Is there anything better than eating food that’s hot and salty when you’re hot and salty yourself?
This is an excerpt from our weekly food newsletter, The Boil Up.
Kai, all on its own, is one of the best things, but isn’t it even better to eat it outside on a midsummer evening? In a garden or at a park, when it’s still light but the sun has lost all harshness and a soft breeze brings with it the scent of fresh dried laundry and tomato leaves. Or in the still-dark kitchen of the early morning, stealing spoonfuls of slightly melted leftover trifle straight from the fridge, the custard somehow sweeter than if you transferred it to a bowl.
I think the very best thing is when food and place combine to become another kind of experience. It is for this reason restaurateurs covet heritage buildings or open venues in the middle of beautiful nowhere, why they will spend thousands on custom lighting, hardwood furniture and fresh flowers. They understand that where we eat is almost as important as what we’re eating. Whenever I’m asked if I’ve eaten anything good lately, flavours always mingle with context.
A Fruju has never tasted so good as the one you slurped down in the back of the car, aircon broken and still an hour from the campground.
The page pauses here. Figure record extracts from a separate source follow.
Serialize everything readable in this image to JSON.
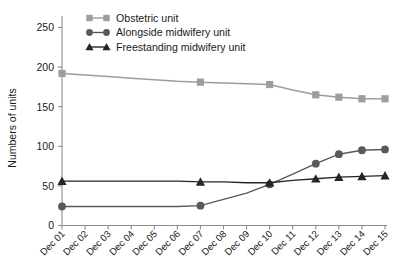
{
  "chart_data": {
    "type": "line",
    "title": "",
    "xlabel": "",
    "ylabel": "Numbers of units",
    "ylim": [
      0,
      260
    ],
    "yticks": [
      0,
      50,
      100,
      150,
      200,
      250
    ],
    "ytick_labels": [
      "0",
      "50",
      "100",
      "150",
      "200",
      "250"
    ],
    "grid": false,
    "legend_position": "top-left",
    "categories": [
      "Dec 01",
      "Dec 02",
      "Dec 03",
      "Dec 04",
      "Dec 05",
      "Dec 06",
      "Dec 07",
      "Dec 08",
      "Dec 09",
      "Dec 10",
      "Dec 11",
      "Dec 12",
      "Dec 13",
      "Dec 14",
      "Dec 15"
    ],
    "series": [
      {
        "name": "Obstetric unit",
        "marker": "square",
        "color": "#9d9d9d",
        "values": [
          192,
          190,
          188,
          186,
          184,
          182,
          181,
          180,
          179,
          178,
          171,
          165,
          162,
          160,
          160
        ],
        "marked_points": [
          "Dec 01",
          "Dec 07",
          "Dec 10",
          "Dec 12",
          "Dec 13",
          "Dec 14",
          "Dec 15"
        ]
      },
      {
        "name": "Alongside midwifery unit",
        "marker": "circle",
        "color": "#595959",
        "values": [
          24,
          24,
          24,
          24,
          24,
          24,
          25,
          33,
          41,
          52,
          65,
          78,
          90,
          95,
          96
        ],
        "marked_points": [
          "Dec 01",
          "Dec 07",
          "Dec 10",
          "Dec 12",
          "Dec 13",
          "Dec 14",
          "Dec 15"
        ]
      },
      {
        "name": "Freestanding midwifery unit",
        "marker": "triangle",
        "color": "#262626",
        "values": [
          56,
          56,
          56,
          56,
          56,
          56,
          55,
          55,
          54,
          54,
          57,
          59,
          61,
          62,
          63
        ],
        "marked_points": [
          "Dec 01",
          "Dec 07",
          "Dec 10",
          "Dec 12",
          "Dec 13",
          "Dec 14",
          "Dec 15"
        ]
      }
    ]
  },
  "legend": {
    "items": [
      {
        "label": "Obstetric unit",
        "marker": "square-marker",
        "color": "#9d9d9d"
      },
      {
        "label": "Alongside midwifery unit",
        "marker": "circle-marker",
        "color": "#595959"
      },
      {
        "label": "Freestanding midwifery unit",
        "marker": "triangle-marker",
        "color": "#262626"
      }
    ]
  },
  "axes": {
    "y_title": "Numbers of units"
  }
}
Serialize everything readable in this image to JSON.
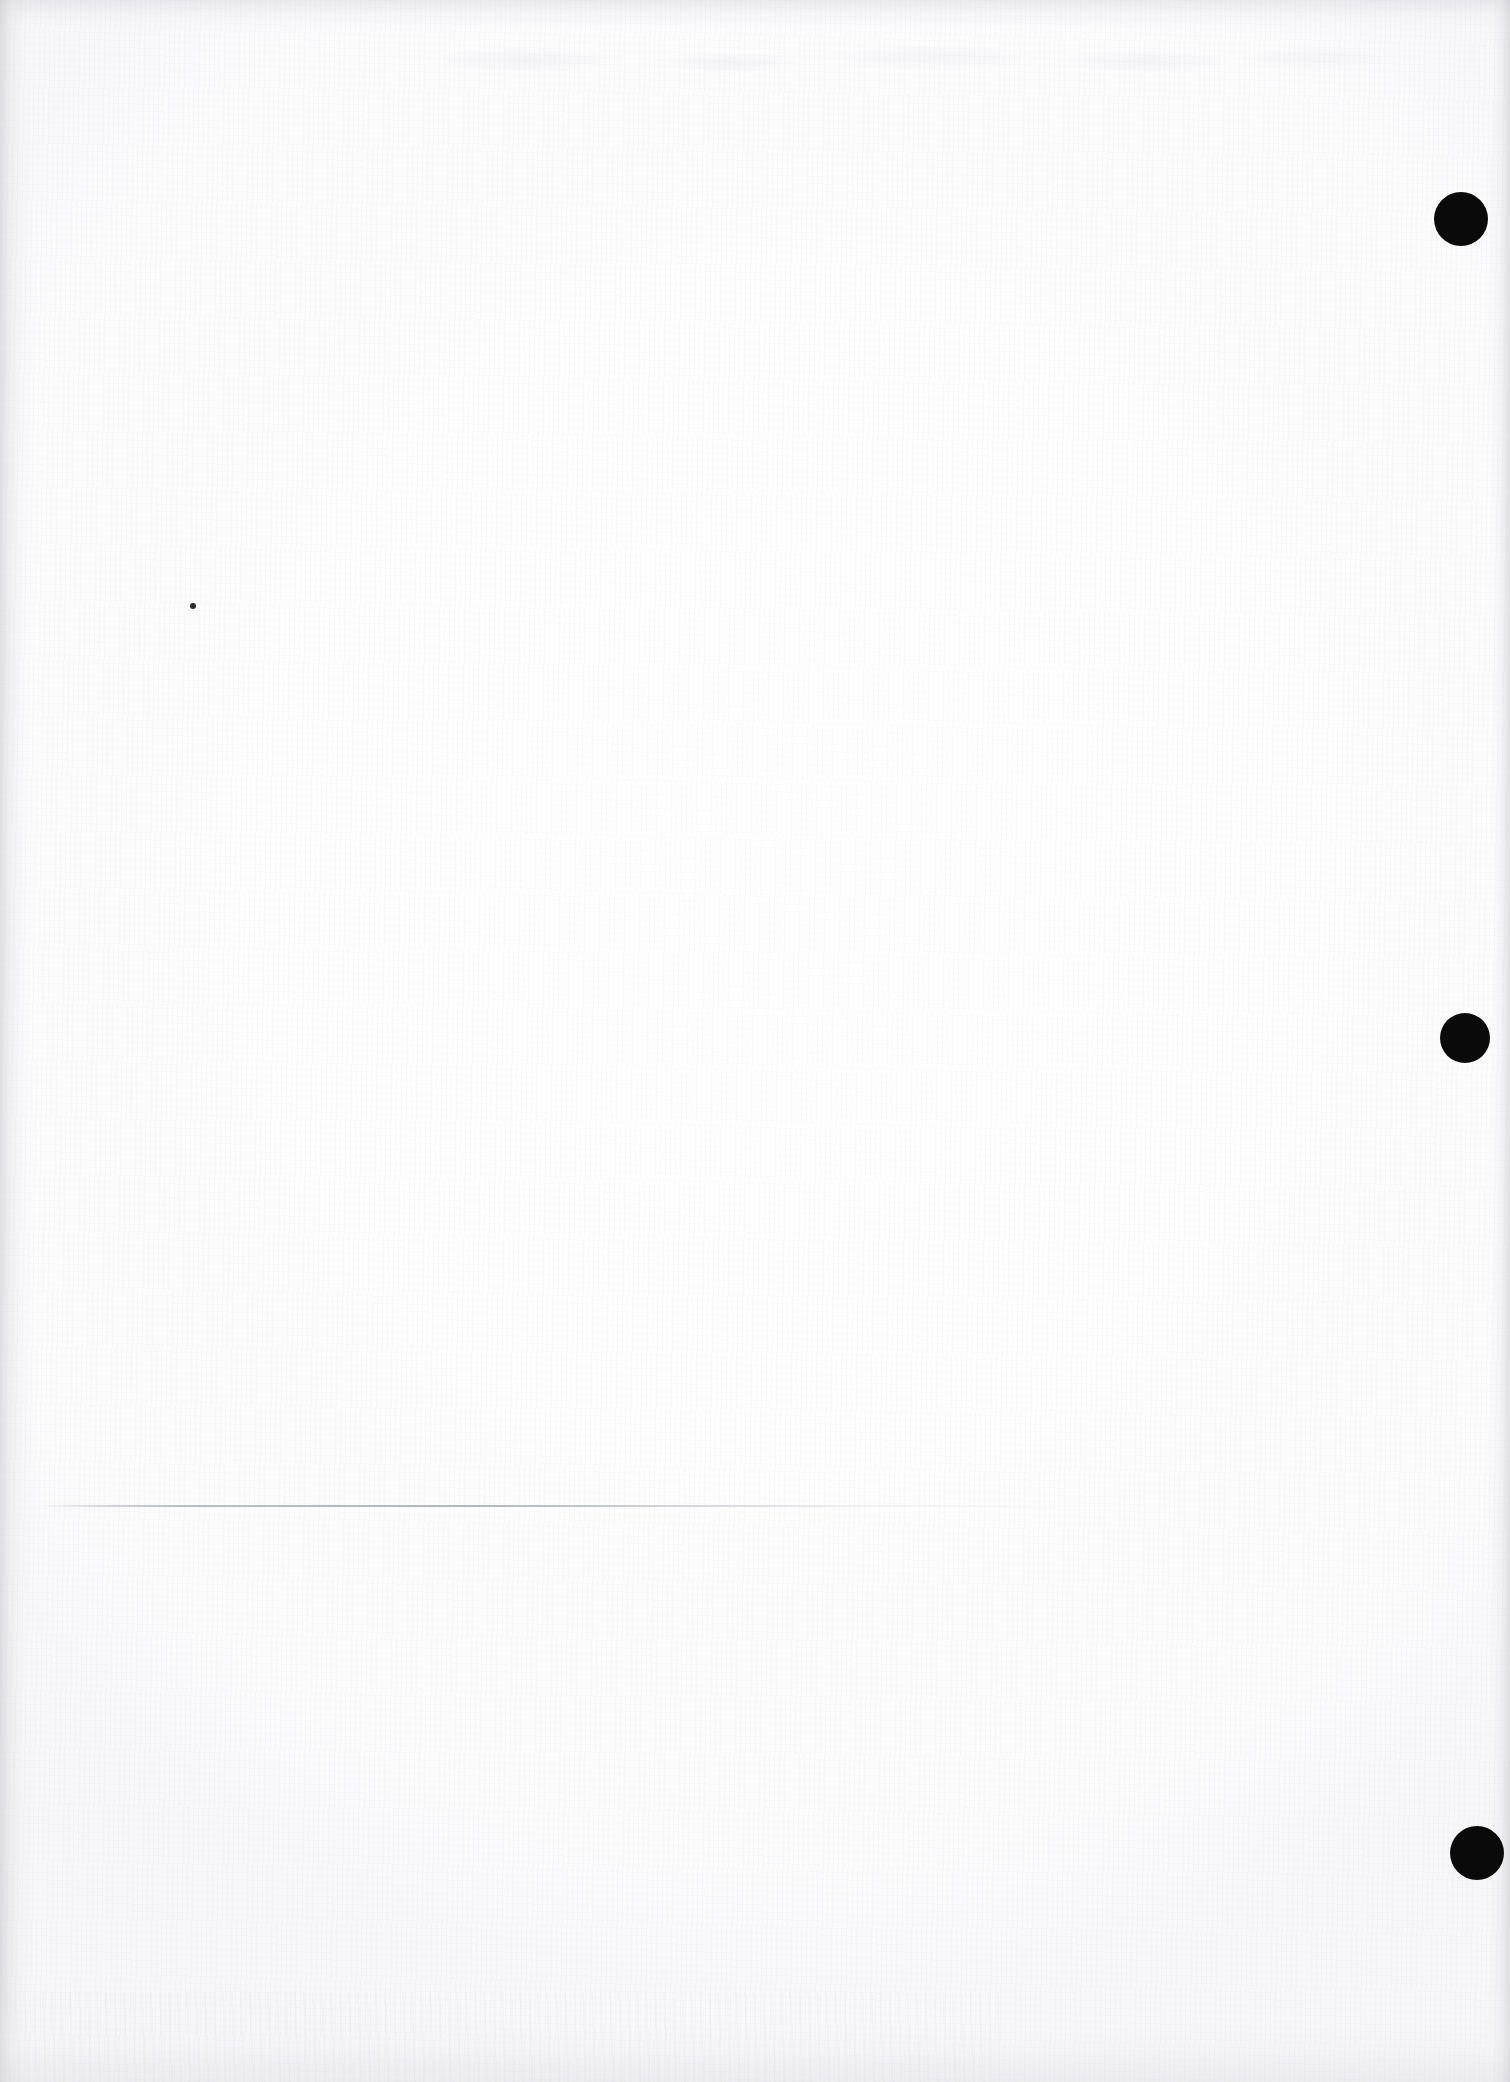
{
  "page": {
    "kind": "scanned-blank-page",
    "width": 1510,
    "height": 2082,
    "background_color": "#fdfdfd",
    "paper_tone": "#fefefe",
    "visible_text": ""
  },
  "marks": {
    "registration_dots": [
      {
        "label": "registration-dot-top",
        "cx": 1461,
        "cy": 219,
        "r": 27,
        "color": "#0a0a0a"
      },
      {
        "label": "registration-dot-middle",
        "cx": 1465,
        "cy": 1038,
        "r": 25,
        "color": "#0a0a0a"
      },
      {
        "label": "registration-dot-bottom",
        "cx": 1477,
        "cy": 1853,
        "r": 27,
        "color": "#0a0a0a"
      }
    ],
    "rule": {
      "label": "faint-horizontal-rule",
      "x": 40,
      "y": 1505,
      "width": 1150,
      "color": "#a8abb6"
    },
    "speck": {
      "label": "ink-speck",
      "cx": 193,
      "cy": 606,
      "r": 3,
      "color": "#2b2b30"
    }
  },
  "edges": {
    "left_shadow_color": "#c4c4ca",
    "top_shadow_color": "#cecece",
    "right_shadow_color": "#babac2",
    "bottom_shadow_color": "#d6d6dc"
  }
}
Halftime at the rugby, optimistically joining the snaking line of sports fans, being rewarded with a hot, greasy bag of doughnuts drowning in cinnamon-scented sugar. A handful of scroggin and a swig of Raro to keep you going until the sweet cup of tea and squashed luncheon sandwich you get at the top of the maunga.
Possibly the best kai + context combination of all is the one that’s in season right now. Salt air, hot sand, the sound of waves crashing. A bundle wrapped in butcher’s paper under your arm, someone else is carrying the fizzy and a tin of tomato sauce. Everyone cheers when you arrive at the right cluster of towels, sandy fingers unwrapping the parcel, searching the sea of beige for their piece of tarakihi, potato fritter, battered oyster. There are no cups for the fizzy so you take turns swigging from the bottle. It’s good because it’s so easy, there’s always a shop nearby and everyone knows what’ll be on offer, but it’s the best because of something more elemental, eating hot and salty food when you’re hot and salty, eating fish with your skin still damp from swimming in their element.
But I don’t just mean fish and chips at the beach. I mean anything eaten at the beach. Last week I had just baked a plum torte in fig leaves (inspired by Natasha Pickowicz) when my group chat lit up: beach? I packed the still-warm torte in Tupperware and headed to the ocean. My first beach day of the summer was impromptu, occurring only because my friends and I happened upon a local iwi fundraiser selling fresh ika, fry bread and hāngī still warm from the pit. We forfeited our hike and took our feast to the beach where the Northland sun gleamed down on our oily aluminium containers.
These examples of beach kai might be unconventional, but they are nothing compared to the impressive set-ups I have observed this summer. A whole fish cooking over a coal barbecue on the sand. A rice cooker simply unplugged and taken to the beach, sitting on a folding table next to so many containers filled with all manner of cooked meat and banchan.
While I love to see folks give new meaning to BYO, seeing the beaches so packed this summer has reminded me of the ones I visited in Europe. On OE in Barcelona, my sister and I showed up with nothing but our towels and were able to buy ice blocks out of a chilly bin from a man walking up and down the sand. Other vendors offered fresh fruit and cold drinks with people willing to pay a premium for the towel-side service. When we were ready for something more substantial, we wandered over to a kiosk for fried calamari. Wouldn’t it be glorious if we could import this culture to Aotearoa? As much as I love packing a Tupperware of leftover pizza in my beach bag, wouldn’t it also be great to rock up to the beach empty-handed and leave salty-haired and satiated?